I notice you're in CA, so you may not know, but I'd like to help him out. Know any east coast Wiccans?
no subject
Date: 2012-06-21 02:41 pm (UTC)My name carries a lot of weight with these people. (And vice versa. Among other things, their support helped me through my encounter with CPS.)
I don't know if I have direct contacts with NECTW but I probably have indirect ones. (Jax--beltainelady--probably has more.) If I knew what kind of Wiccans he's trying to connect with, I could maybe be more helpful.
no subject
Date: 2012-06-21 03:25 pm (UTC)no subject
Date: 2012-06-21 05:04 pm (UTC)How can he best reach you?
He's trying to return to Portland this week.
no subject
Date: 2012-06-21 06:02 pm (UTC)no subject
Date: 2012-06-21 06:23 pm (UTC)no subject
Date: 2012-05-17 08:52 am (UTC)My husband's group has many people who've been there a long time... of course, he's been told he'll die if he quits, so YMMV.
(I miss being able to believe in things, but I am a very untrusting person.)
no subject
Date: 2012-05-17 09:28 am (UTC)no subject
Date: 2012-05-17 10:49 am (UTC)no subject
Date: 2012-05-17 11:37 pm (UTC)How seriously I take spiritual teachers has to do really with only 3 things:
1) Do they ask people for money a lot?
2) Does the stuff they say sound like utter unmitigated bullshit?
3) (most important actually) How much control do they try to exert over the personal lives of people who want to work with them?
I tend to regard spirituality as a YMMV thing, and there are many good and excellent teachers who will never be able to teach me much because I'm just not here to learn what they're teaching the way they are teaching it.

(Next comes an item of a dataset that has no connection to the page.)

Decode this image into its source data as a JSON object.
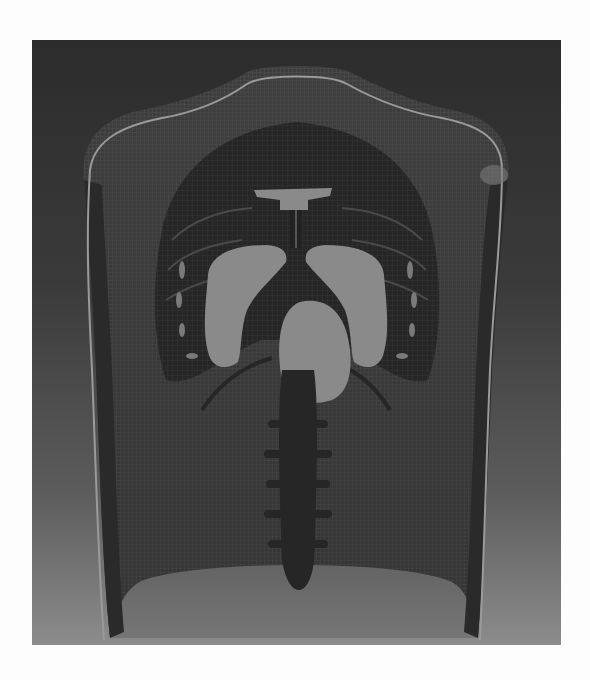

I have also learned good lessons from really crappy people (whether they claimed to be teachers or not).
But in evaluating religious leaders of any kind, these are not really my criteria. I don't care where they do their work. There are good teachers and assholes to be found in organised religions, on twitter, on blogs, and in their own religions.
If they aren't advocating charitable works, then I don't care if they are involved in that or not; I mean, I don't need to know if you contribute to charity, and which ones, to get a sense of whether I like what you have to say about energy movement or meditation or any other topic that's not directly related to social justice. Not every spiritual teacher is addressing the kinds of problems that charities fix.
I don't judge people on whether they call others out about political issues because some people prefer to handle those kinds of discussions in private; I care mostly about what they practise and support themselves.
I REALLY REALLY don't expect teachers to teach only one or to teach several faiths; I expect them to teach only the things they believe and feel comfortable discussing. And credentials matter more in some traditions than others.